2026

ASLOUN ASH

oil on collaged canvas, 120 x 100 x 4 cm

This painting is the result of our short holiday in Aberdeenshire, staying in a cottage on the Asloun farm near Alford, a few hundred metres from the ruined round tower of Asloun Castle and the very pretty Mains house next to it. As we left, on a rainy mid May morning, I took a last photo of the landscape out of the living room window, rain-spattered and full of these curling ash branches, still only in bud. The painting took several passes, I did a soft pencil, and then an oil pastel drawing, both a bit stiff, and it took a lot of readjusting to be more open and loose on the canvas, eventually using very long handled brushes.

I drew the branches  with a graphite stick into the wet paint and then with the extended handle brush. The beautiful Elisabeth Cummings book Radiance was a great source of inspiration as to how to paint landscape.

OPEN THE DOOR TO HIS DOMAIN

oil on collaged canvas, 91 x 91 cm

Almost hidden in the foliage of honeysuckle and clematis under the pergola, by my tall garden gate, the delicate roe buck doesn’t quite look us in the eye. He is a thought-beast, like Ted Hughes’ thought-fox, there to remind us of what we humans take when we make our homes on green fields, and grow our food where once was wild wood.

ON A HOT HOT AFTERNOON

oil on collaged canvas, 120 x 100 x 4cm

I started this last summer, got it out again recently and added the little white dog and beefed up the roses. It started as a kind of self portrait via the pots, which live on the french door steps outside my studio, and are some of those I have left from being a potter from 2003 to 2016. Then that hot July afternoon light took over. I follow Bonnard in hiding the little dog – my daughter’s terrier – in the shadows. It will be in Graystone gallery’s Festival show this summer, in Edinburgh.

THE BIRD IN MY HEAD

oil on canvas 120 x 100 cm

the bird is a wren and it’s singing, perched on the trellis, upper left. Bims has snuck in too, bottom right. My veg corner, with the fennel and the courgette flowering, and apples on the apple tree.

DAFFODIL SKY

Daffodil Sky, oil and acrylic on canvas 100 x 100 cm.

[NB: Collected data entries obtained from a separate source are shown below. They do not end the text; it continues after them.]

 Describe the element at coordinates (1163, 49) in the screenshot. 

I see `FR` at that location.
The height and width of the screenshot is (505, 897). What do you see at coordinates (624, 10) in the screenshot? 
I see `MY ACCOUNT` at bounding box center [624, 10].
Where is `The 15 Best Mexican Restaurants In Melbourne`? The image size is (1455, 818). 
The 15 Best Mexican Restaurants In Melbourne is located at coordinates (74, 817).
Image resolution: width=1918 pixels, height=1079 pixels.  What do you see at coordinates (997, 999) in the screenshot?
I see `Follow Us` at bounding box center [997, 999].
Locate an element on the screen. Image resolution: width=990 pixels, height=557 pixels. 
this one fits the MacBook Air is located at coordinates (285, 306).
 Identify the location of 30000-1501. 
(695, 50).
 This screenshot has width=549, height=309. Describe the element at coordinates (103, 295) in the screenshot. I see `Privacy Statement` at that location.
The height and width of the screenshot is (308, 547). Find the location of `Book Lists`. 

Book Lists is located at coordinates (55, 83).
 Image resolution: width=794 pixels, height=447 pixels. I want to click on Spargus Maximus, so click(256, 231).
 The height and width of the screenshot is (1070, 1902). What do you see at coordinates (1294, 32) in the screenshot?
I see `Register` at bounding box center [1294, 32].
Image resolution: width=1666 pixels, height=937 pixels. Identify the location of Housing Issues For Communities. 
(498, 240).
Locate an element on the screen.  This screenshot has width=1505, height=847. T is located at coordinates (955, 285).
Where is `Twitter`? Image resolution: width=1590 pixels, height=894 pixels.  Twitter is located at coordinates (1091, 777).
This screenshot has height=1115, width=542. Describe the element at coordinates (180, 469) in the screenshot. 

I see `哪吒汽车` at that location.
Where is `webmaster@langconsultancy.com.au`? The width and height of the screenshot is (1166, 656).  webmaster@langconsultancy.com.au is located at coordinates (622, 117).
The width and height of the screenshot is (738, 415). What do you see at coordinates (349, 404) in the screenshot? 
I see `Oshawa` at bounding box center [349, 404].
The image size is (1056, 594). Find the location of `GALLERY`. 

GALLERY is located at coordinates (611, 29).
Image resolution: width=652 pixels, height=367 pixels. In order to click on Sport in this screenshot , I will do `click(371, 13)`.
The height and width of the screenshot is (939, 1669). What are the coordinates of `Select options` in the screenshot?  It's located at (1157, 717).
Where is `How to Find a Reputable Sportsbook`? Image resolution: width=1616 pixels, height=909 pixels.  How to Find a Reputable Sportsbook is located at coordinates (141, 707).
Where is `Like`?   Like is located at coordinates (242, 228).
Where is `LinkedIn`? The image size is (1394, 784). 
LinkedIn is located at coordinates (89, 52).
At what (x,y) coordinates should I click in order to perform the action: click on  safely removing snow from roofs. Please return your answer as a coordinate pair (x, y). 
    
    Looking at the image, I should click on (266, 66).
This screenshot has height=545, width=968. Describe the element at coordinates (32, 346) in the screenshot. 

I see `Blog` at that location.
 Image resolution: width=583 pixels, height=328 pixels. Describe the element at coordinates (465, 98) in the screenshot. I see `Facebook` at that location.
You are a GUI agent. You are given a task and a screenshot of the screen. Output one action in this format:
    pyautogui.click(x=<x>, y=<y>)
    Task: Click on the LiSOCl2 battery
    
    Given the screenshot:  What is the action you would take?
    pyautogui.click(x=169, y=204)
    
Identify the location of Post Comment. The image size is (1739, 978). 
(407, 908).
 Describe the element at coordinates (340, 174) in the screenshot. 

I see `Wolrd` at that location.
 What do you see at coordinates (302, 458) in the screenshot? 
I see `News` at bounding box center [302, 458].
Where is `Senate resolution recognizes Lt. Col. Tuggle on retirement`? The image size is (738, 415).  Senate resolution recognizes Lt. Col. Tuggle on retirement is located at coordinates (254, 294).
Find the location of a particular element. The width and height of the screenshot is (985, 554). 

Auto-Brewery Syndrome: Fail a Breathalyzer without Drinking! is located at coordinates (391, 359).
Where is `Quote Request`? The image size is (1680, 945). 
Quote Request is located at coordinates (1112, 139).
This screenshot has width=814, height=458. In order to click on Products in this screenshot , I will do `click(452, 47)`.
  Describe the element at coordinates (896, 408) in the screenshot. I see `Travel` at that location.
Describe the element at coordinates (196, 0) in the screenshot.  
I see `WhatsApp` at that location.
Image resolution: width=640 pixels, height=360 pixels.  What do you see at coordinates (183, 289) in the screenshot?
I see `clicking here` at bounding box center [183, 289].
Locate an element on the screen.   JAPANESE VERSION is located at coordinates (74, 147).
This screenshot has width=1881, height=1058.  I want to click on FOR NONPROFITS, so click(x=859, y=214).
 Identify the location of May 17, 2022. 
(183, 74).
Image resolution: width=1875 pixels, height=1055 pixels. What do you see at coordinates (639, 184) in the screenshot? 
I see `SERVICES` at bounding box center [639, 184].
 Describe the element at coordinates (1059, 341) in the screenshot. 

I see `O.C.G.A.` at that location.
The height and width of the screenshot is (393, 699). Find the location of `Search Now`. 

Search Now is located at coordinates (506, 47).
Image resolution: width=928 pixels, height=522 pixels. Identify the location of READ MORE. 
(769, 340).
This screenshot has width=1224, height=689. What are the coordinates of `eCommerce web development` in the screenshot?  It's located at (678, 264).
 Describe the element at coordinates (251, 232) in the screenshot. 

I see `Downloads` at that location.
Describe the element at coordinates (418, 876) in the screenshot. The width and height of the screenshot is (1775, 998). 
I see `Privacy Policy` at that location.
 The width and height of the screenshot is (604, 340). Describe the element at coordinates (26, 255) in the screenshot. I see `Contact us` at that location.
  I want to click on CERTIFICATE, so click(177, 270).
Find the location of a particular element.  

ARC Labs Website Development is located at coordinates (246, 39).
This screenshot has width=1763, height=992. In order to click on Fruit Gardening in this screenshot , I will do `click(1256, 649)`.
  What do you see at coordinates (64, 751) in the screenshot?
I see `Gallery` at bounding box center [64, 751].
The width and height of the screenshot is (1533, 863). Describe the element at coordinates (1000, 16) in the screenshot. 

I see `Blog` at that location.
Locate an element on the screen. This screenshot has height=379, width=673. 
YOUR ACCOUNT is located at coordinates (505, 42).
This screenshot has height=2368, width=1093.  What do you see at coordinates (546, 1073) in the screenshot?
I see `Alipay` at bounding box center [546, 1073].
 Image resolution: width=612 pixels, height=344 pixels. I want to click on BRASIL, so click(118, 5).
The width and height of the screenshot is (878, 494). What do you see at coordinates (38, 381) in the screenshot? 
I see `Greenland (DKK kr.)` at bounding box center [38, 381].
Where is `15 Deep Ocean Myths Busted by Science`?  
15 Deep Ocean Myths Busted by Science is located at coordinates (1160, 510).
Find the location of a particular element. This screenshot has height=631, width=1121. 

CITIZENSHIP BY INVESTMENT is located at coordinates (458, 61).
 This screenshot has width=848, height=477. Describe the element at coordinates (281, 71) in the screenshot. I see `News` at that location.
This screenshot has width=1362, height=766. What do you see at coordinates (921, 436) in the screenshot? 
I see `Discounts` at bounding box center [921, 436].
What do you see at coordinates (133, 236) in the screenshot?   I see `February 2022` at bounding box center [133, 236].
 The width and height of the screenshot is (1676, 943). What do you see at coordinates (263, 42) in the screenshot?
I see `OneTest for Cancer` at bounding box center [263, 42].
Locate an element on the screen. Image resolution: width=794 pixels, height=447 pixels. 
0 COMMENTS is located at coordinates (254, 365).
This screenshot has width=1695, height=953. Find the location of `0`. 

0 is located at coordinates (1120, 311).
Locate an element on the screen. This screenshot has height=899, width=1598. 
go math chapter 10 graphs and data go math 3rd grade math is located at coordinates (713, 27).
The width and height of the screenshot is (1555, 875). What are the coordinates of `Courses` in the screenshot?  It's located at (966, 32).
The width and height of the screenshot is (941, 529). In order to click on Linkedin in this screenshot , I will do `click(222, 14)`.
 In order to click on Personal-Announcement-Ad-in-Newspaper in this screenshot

oh strawberry oh lemon oh daffodil oh hellebore. I did get very carried away by the colours here, just as the daffodils, dandelions, forsythia and crocuses were at peak yellow.

FLOWER POWER

White crocuses with chinooks, oil and acrylic on cradled panel, 41 x 30 cm.

In early March chinook helicopters were doing war games/practicing/low flying around us for a couple of weeks. With what has been and currently still is going on between the US and Israel and the UK and Iran and the whole of that area, it felt very menacing. Being an old hippy I painted flowers – the crocuses I put under the front grass last autumn had come up and the white ones were  especially beautiful.

One day in February I received 12 tiny hellebore plants in the post and spent the afternoon in my tiny greenhouse potting them up and the evening painting this event in watercolour in my A4 sketch book –

Potting up hellebores in the greenhouse, oil over acrylic on collaged canvas, 60 x 50 cm

The watercolour translated a little later into this painting of the winter garden, the winter gardener and the US bomber which is being allowed to use our airfields to reload these terrible weapons for an illegal and inhumane war. See, I am still against war.

Even if it’s a lie, oil on collaged canvas, 50 x 50 cm.

is it a bird? no it’s a B52 bomber taking off from the UK to go and bomb innocent civilians and commit war crimes, refuelled and refilled on a UK airfield. the person in the greenhouse looks up at the sound of it the daffodils and all the plants in the garden have runny weepy paint.

 

 

 

 

MOTHS

In January I started painting these moths and writing poems about them.

in watercolour at first, all very soft

The spruce carpet. oil on canvas 30 x 24 cm.

The poems all got erased as although I love writing on other paintings, as in Daisy Paris, and Anselm Kiefer, it wasn’t working for me in oil, even when I cut the poems to one or two short lines.

On paper, hardly legible, I like!  Red swordgrass, watercolour in A4 sketchbook.

M O T H , oil on collaged canvas 80 x 60 cm.